Iran is an overlooked source of Christian persecution in the Middle East, according to a senior fellow with The Philos Project. In a recent presentation, Farhad Rezaei discussed the West’s view of Christian persecution that often silos the issue to jihadists, failing to account for Iran’s “strategy of eliminationism” in Syria, Iraq, Yemen, and Lebanon.
In an organized and strategic campaign, Iran seeks to shrink and suffocate the Christian minority communities in the Middle East through discrimination, imprisonment, abduction and confiscation of property, to name a few. Domestically, Iran has made recent headlines for a “victory” in a case of nine Christians who were acquitted of their crimes of house church membership. However, several of the Christians from the group already face new charges and the vast majority of Iranian Christian converts have little hope for appeal. Intelligence officers at the notorious Evin Prison also recently violated the rights of imprisoned Iranian Christians by refusing to return the confiscated equipment to the interrogation branch.
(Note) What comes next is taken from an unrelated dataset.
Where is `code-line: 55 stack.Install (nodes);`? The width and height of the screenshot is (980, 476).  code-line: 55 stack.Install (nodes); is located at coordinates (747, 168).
Regionally, Iranian-backed factions in Iraq and Syria disrupt attempts for peace and restoration, pushing an anti-Christian agenda. Rezaei provided two rationales for Iran’s attempts to smother the region’s Christian population. One is strategic for Iran to expand a land bridge to the Mediterranean, across land that Christian communities currently reside in. The second is ideological and the “new Shi’ism” views that Christians are “pollution”.